Even my brother had a pair that he blasted in the house, first on stands and then suspended from the ceiling. He couldn't stop fiddling with them, taking them apart and reassembly them and finally traded the broken speakers for something else. :-)

Bose was responsible for getting a lot of folk interested in audio and my hat's off to him for that. I don't begrudge him a bit for how things went later on.

All the best,
Nonoise
Timrhu,

I am from Nashua and went to high school at Nashua High - class 80. Loved going to Tech Hifi back in the day!

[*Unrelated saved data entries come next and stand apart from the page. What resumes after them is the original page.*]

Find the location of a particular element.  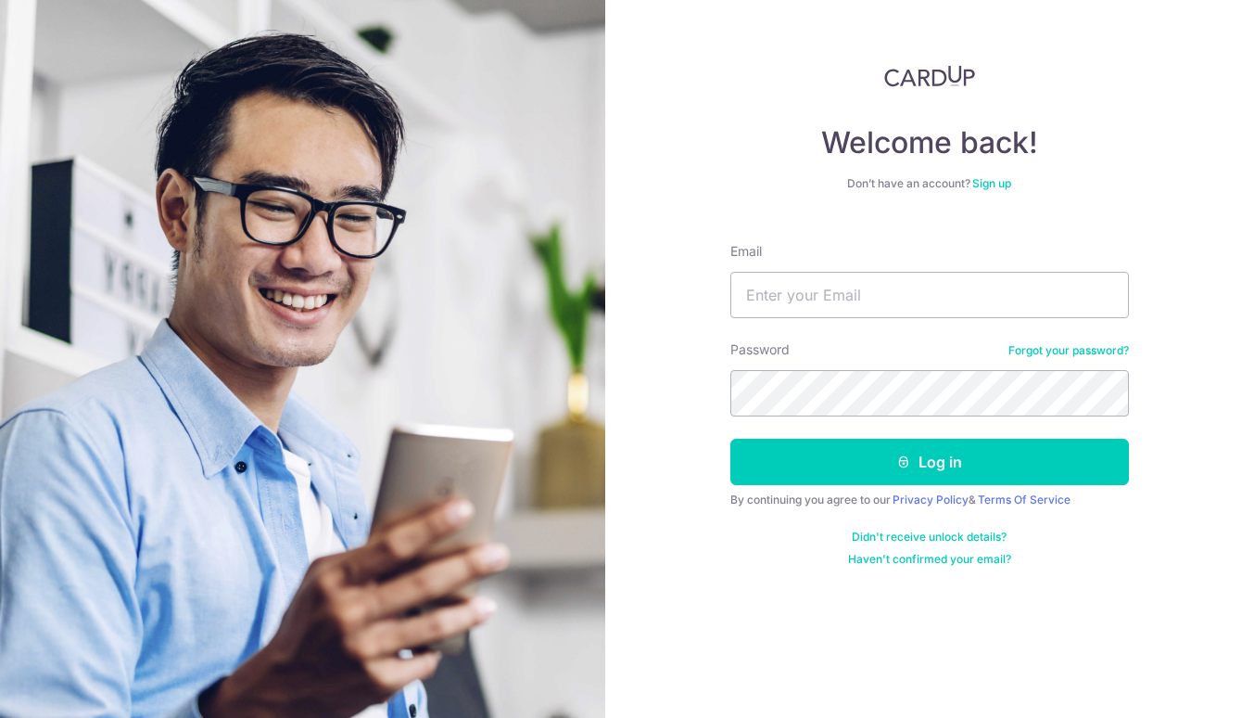

label: Password is located at coordinates (760, 350).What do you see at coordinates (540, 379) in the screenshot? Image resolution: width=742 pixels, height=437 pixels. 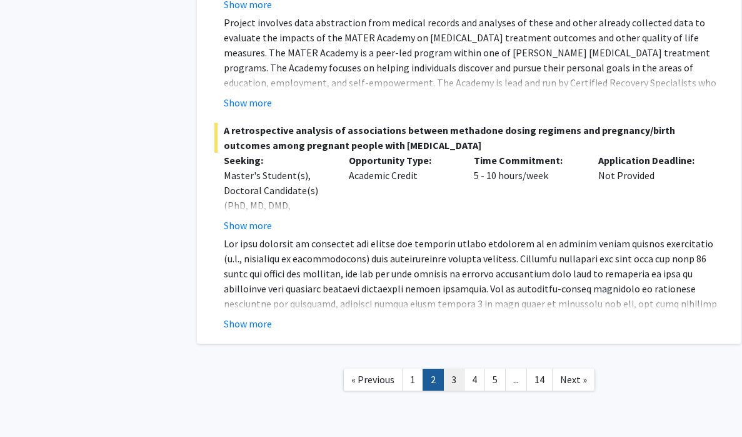 I see `a: 14` at bounding box center [540, 379].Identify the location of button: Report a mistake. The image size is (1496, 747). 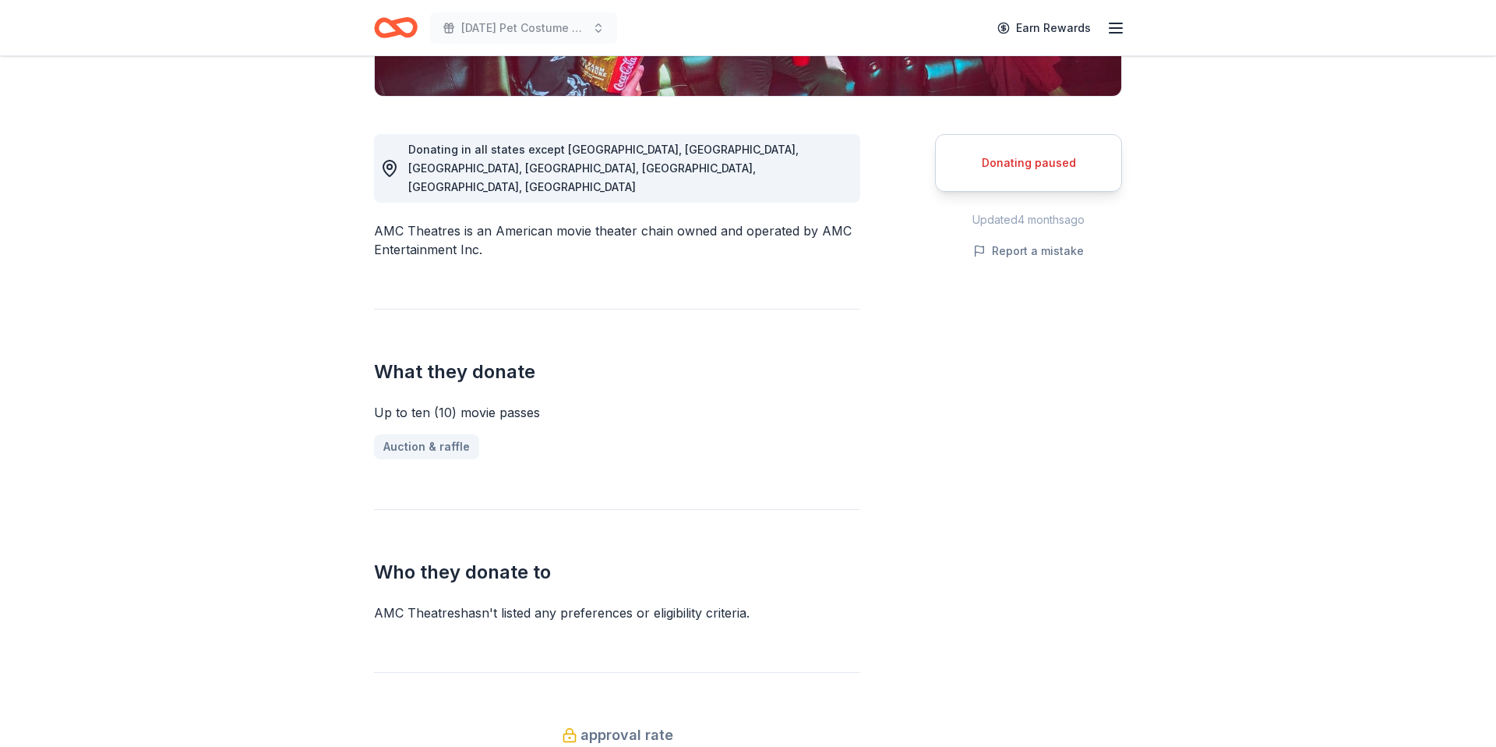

Yes, Bose 901 at a party listening to Smoke on the Water and it sounded great! I had to have a set of those 901's when I was a teen....
Back in '77 a friend of mine purchased a new pair of 301's, along with a 45w/ch Technics/by Panasonic receiver and a B&O turntable. I enjoyed those 301's a lot - drinking beer, smoking and listing to Brian Auger's Oblivion Express double live LP. What a buzz!
RIP, Dr Bose, and thanks for those early 301's.
Obviously a very intelligent and successful man that many could and did learn from over the years. Don't know much else about him but that alone is a pretty good legacy.

Bose early on was about elevating in-home sound quality mostly it seems, but only to a certain point. Not a better sound always for greater cost type of company. More about building products that sound decent that many might afford and want. It's hard to argue with success.